Bone Spurs on X-ray: When the Spine Tells a Long, Quiet Story

You take a lateral radiograph for a vague complaint. Maybe stiffness. Maybe reluctance to jump.
Then you see it.
Bony projections bridging vertebrae. Rough edges where smooth lines should be.

Clients often panic when they hear the words bone spurs.
Veterinarians should not.

Because in many dogs, these changes are not a sudden disease.
They are the spine’s long-term response to stress, motion, and time.

What Are Bone Spurs in Dogs, Really

In veterinary radiology, what we commonly call bone spurs along the spine are usually spondylosis deformans.

This is a degenerative, non-inflammatory process where new bone forms along the ventral or lateral aspects of vertebral bodies, often adjacent to the intervertebral disc space.

Think of it as the body trying to stabilize a segment that has been moving abnormally for years.

It is adaptation.
Not always pathology.

Why Do Bone Spurs Form

Bone spur formation is driven by chronic mechanical stress.

Common contributors include:

  • Intervertebral disc degeneration
  • Long-standing spinal instability
  • Aging and repetitive microtrauma
  • Previous injury or abnormal posture
  • Breed and conformation

As discs lose height and elasticity, the spine compensates.
Bone forms to limit motion.
Stability is traded for flexibility.

What You Are Seeing on the Radiograph

Radiographically, bone spurs appear as:

  • Smooth to irregular bony projections from vertebral endplates
  • Ventral bridging between adjacent vertebrae in advanced cases
  • Most common in the thoracolumbar and lumbosacral regions

Early changes may look subtle.
Advanced spondylosis can form complete bony bridges.

Important reminder.
Radiographic severity does not equal pain severity.

Some dogs with dramatic changes are clinically normal.
Others with minimal changes are painful.

Is Spondylosis Always a Problem

No.

And this is where experience matters.

Spondylosis deformans is often:

  • An incidental finding
  • Slowly progressive
  • Clinically silent

It becomes clinically relevant when:

  • Associated with spinal pain
  • Concurrent with disc disease
  • Causing nerve root irritation
  • Limiting mobility and quality of life

The X-ray shows history.
The patient shows reality.

Common Clinical Signs When It Matters

When bone spurs are part of a painful syndrome, you may see:

  • Stiffness after rest
  • Difficulty rising or lying down
  • Reluctance to jump or climb stairs
  • Altered gait
  • Behavioral changes related to chronic pain

This is not an emergency picture.
This is a chronic pain conversation.

What Bone Spurs Are NOT

They are not:

  • A cancer diagnosis
  • An infection
  • Automatically a surgical condition
  • A reason to alarm clients

Mislabeling degenerative change as disease erodes trust.

Management Is About the Patient, Not the X-ray

Treatment focuses on:

  • Weight management
  • Controlled exercise
  • Pain modulation when needed
  • Joint and spine support strategies
  • Client education and expectation setting

There is no need to “treat” bone spurs that are not causing clinical signs.

Treat the dog.
Not the image.

The Bigger Lesson for Veterinarians

Bone spurs remind us of an important truth.

Radiographs show what has happened.
Patients tell us what is happening.

Our role is to connect those two stories with clarity, calm, and clinical judgment.

Not every finding needs fixing.
But every finding needs understanding.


_Task_:
Since only part of the records is wanted, repeat exactly the lines from the one containing "Aim at <item>wheel</item>." through the last line, both included.

Dataset entries
"""

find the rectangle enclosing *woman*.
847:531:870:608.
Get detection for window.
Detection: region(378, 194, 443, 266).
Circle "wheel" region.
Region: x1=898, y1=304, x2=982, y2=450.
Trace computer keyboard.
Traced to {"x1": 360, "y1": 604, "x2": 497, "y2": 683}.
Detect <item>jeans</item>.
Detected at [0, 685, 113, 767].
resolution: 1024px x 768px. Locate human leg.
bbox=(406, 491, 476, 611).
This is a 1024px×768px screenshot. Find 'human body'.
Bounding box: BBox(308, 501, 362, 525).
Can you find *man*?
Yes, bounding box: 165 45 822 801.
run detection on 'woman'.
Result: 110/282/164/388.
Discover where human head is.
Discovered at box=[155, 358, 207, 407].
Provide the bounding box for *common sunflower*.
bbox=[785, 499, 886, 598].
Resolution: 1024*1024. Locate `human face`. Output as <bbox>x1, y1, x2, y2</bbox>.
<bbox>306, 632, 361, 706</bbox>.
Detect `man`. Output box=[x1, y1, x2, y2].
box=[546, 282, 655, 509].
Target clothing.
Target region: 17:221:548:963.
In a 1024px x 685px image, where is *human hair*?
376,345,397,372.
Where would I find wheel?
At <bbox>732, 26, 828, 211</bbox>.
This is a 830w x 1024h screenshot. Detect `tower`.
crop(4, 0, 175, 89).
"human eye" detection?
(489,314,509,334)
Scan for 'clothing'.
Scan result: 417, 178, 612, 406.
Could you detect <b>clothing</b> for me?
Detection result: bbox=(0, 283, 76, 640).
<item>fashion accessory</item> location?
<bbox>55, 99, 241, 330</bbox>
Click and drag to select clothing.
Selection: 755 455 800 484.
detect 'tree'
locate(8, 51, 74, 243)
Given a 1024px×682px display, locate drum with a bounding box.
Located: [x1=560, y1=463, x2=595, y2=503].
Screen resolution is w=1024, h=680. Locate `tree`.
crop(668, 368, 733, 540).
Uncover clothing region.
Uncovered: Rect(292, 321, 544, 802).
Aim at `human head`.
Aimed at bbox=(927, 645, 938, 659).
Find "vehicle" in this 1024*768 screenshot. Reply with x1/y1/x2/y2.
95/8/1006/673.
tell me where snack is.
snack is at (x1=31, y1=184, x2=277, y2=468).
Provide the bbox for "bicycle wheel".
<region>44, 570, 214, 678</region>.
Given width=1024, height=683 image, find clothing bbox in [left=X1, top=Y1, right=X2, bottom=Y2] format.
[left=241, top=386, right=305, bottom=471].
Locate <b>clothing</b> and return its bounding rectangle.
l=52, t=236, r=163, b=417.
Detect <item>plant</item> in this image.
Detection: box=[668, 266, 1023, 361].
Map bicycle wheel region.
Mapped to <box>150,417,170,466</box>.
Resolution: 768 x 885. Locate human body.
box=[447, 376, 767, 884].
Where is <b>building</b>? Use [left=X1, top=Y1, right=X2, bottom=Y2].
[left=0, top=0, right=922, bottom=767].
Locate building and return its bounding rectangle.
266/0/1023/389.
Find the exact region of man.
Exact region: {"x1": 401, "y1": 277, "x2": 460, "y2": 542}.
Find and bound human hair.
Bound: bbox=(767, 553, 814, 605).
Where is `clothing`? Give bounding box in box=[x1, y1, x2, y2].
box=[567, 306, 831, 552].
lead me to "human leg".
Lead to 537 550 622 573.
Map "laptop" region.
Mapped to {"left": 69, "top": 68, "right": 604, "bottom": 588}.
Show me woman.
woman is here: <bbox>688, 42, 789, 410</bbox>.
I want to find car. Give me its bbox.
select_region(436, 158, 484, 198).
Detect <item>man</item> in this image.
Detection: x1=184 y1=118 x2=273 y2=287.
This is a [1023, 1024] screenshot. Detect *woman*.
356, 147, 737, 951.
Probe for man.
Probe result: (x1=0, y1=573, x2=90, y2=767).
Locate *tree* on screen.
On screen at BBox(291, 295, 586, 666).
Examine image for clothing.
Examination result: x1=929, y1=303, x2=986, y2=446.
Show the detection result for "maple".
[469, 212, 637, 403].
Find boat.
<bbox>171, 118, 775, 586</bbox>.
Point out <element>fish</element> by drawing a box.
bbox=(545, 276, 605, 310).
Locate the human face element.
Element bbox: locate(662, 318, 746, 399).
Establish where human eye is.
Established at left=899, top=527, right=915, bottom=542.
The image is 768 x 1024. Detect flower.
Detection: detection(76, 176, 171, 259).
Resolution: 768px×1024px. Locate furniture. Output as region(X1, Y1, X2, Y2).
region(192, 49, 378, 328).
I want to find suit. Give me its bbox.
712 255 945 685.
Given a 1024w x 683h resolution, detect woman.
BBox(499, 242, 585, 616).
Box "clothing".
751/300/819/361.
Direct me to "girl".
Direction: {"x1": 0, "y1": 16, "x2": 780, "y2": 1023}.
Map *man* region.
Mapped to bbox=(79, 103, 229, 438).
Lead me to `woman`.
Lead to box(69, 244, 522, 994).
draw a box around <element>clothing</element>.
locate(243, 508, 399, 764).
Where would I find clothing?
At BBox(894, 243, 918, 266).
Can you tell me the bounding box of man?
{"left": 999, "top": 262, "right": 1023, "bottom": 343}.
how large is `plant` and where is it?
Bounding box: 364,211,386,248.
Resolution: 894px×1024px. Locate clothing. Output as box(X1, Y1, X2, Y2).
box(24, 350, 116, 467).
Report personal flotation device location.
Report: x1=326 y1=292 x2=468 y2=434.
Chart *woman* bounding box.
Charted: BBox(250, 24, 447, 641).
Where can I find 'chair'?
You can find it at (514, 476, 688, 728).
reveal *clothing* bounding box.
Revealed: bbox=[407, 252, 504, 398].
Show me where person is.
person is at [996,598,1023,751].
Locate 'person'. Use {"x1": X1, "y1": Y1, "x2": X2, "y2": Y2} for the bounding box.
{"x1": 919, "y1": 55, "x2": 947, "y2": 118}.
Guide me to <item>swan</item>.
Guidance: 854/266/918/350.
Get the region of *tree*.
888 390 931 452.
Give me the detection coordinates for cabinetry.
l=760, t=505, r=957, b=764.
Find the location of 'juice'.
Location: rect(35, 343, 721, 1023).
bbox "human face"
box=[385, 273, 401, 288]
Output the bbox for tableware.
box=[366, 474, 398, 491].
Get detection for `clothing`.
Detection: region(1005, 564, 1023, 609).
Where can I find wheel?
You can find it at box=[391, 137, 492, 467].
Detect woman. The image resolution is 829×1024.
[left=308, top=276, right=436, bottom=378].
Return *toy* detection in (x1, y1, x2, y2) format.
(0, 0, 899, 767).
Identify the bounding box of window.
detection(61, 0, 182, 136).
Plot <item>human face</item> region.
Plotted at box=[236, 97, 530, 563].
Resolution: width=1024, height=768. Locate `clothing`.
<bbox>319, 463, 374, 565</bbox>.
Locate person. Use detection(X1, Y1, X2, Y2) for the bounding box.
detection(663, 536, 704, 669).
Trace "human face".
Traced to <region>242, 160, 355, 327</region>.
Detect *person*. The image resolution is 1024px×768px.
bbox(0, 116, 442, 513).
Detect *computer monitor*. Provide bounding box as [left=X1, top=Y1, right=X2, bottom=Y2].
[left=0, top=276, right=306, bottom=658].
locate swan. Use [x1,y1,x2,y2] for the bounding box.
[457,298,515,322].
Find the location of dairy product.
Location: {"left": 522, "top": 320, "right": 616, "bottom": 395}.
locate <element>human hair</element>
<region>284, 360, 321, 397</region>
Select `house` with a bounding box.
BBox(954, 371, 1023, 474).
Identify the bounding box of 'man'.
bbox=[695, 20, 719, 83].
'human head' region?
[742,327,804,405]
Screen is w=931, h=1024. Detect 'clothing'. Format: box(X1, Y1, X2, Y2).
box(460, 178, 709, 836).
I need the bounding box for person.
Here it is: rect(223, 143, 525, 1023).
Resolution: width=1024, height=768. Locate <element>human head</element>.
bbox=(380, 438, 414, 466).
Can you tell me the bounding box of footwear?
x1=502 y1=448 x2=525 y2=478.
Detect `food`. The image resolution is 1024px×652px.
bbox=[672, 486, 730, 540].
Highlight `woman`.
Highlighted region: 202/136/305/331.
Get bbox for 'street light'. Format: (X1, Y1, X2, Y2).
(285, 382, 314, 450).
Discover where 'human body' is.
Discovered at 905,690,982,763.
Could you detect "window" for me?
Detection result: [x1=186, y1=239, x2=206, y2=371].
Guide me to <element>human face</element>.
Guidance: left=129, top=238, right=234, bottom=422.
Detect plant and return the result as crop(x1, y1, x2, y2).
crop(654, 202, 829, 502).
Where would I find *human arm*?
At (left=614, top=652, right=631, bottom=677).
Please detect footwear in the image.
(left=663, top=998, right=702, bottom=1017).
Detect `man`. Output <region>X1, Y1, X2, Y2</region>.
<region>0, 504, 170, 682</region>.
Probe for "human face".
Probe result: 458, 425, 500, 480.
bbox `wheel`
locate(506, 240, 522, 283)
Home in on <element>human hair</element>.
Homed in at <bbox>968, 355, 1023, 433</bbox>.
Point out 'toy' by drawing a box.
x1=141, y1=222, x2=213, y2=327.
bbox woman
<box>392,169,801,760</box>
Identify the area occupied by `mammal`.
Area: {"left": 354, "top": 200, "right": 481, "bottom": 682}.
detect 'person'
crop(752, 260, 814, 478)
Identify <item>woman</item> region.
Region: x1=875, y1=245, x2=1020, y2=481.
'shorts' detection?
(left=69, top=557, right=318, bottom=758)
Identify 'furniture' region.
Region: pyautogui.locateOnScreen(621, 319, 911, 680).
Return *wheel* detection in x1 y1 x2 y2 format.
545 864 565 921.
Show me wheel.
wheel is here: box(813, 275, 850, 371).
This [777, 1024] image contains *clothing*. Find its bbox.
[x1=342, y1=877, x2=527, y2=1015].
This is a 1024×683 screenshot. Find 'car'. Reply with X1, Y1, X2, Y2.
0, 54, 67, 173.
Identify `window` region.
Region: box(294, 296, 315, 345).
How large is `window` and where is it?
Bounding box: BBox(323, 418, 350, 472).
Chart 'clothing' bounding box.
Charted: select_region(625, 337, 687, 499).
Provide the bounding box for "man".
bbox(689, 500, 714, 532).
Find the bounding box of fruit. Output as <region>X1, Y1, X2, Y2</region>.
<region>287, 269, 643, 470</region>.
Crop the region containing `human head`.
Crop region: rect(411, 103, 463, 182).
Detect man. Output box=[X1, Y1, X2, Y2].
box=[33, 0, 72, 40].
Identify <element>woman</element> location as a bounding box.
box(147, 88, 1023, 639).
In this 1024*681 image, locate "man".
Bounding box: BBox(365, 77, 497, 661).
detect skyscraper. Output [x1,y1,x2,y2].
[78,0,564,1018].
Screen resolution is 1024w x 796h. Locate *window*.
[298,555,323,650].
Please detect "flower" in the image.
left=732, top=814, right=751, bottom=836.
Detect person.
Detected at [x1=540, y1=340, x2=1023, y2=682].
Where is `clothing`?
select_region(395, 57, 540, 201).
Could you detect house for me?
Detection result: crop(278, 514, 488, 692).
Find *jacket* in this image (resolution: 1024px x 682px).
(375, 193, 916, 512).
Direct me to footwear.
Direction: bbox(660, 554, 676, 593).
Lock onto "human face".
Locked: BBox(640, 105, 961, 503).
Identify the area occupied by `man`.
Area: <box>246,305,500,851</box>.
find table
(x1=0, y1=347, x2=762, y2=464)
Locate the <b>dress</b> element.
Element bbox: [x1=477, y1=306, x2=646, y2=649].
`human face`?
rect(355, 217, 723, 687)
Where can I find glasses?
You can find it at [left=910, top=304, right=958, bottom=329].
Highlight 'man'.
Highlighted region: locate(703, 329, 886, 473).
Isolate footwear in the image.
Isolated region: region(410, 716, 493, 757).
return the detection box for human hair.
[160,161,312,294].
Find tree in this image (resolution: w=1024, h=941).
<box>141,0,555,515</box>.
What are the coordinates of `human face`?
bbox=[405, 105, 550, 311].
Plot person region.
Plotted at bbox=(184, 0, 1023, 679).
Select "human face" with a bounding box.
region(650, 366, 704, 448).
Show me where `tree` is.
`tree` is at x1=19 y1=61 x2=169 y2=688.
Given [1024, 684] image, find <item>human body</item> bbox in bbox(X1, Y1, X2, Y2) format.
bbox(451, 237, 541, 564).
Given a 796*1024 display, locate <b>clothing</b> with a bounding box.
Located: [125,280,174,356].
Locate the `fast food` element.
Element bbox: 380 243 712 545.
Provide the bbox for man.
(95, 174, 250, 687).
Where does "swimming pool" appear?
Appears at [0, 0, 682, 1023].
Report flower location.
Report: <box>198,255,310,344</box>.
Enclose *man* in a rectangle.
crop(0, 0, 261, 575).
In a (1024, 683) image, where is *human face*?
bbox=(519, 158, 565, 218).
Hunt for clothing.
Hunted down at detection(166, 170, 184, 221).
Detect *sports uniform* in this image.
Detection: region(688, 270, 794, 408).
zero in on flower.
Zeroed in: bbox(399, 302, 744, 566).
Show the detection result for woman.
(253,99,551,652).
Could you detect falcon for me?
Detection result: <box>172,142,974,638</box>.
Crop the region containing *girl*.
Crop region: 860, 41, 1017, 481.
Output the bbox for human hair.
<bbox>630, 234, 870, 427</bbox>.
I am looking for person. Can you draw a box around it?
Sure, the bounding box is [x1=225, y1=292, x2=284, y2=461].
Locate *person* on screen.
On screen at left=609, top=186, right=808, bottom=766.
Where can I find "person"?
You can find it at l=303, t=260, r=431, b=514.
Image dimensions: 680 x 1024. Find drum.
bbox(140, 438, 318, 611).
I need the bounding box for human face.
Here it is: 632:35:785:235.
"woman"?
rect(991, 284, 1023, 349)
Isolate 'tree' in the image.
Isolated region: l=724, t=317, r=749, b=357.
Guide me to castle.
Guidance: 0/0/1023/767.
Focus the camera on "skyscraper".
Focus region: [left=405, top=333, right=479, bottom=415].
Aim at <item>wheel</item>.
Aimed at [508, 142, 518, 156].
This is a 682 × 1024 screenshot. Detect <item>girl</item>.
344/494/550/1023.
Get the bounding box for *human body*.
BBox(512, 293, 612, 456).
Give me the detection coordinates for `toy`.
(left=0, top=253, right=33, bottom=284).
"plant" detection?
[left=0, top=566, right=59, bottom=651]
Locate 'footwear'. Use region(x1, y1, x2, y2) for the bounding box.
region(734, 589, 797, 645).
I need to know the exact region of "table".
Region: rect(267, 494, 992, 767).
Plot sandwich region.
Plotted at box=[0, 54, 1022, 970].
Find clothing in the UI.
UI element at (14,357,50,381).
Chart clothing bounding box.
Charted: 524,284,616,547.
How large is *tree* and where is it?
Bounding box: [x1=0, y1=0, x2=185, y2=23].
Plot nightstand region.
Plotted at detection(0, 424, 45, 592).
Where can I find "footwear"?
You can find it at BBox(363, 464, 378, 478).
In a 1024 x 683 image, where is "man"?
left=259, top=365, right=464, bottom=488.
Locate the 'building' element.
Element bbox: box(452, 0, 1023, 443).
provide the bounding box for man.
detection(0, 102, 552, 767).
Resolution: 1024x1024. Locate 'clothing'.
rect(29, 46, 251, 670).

"""

_Solution to the problem_:
Aim at <item>wheel</item>.
Aimed at [508, 142, 518, 156].
This is a 682 × 1024 screenshot. Detect <item>girl</item>.
344/494/550/1023.
Get the bounding box for *human body*.
BBox(512, 293, 612, 456).
Give me the detection coordinates for `toy`.
(left=0, top=253, right=33, bottom=284).
"plant" detection?
[left=0, top=566, right=59, bottom=651]
Locate 'footwear'. Use region(x1, y1, x2, y2) for the bounding box.
region(734, 589, 797, 645).
I need to know the exact region of "table".
Region: rect(267, 494, 992, 767).
Plot sandwich region.
Plotted at box=[0, 54, 1022, 970].
Find clothing in the UI.
UI element at (14,357,50,381).
Chart clothing bounding box.
Charted: 524,284,616,547.
How large is *tree* and where is it?
Bounding box: [x1=0, y1=0, x2=185, y2=23].
Plot nightstand region.
Plotted at detection(0, 424, 45, 592).
Where can I find "footwear"?
You can find it at BBox(363, 464, 378, 478).
In a 1024 x 683 image, where is "man"?
left=259, top=365, right=464, bottom=488.
Locate the 'building' element.
Element bbox: box(452, 0, 1023, 443).
provide the bounding box for man.
detection(0, 102, 552, 767).
Resolution: 1024x1024. Locate 'clothing'.
rect(29, 46, 251, 670).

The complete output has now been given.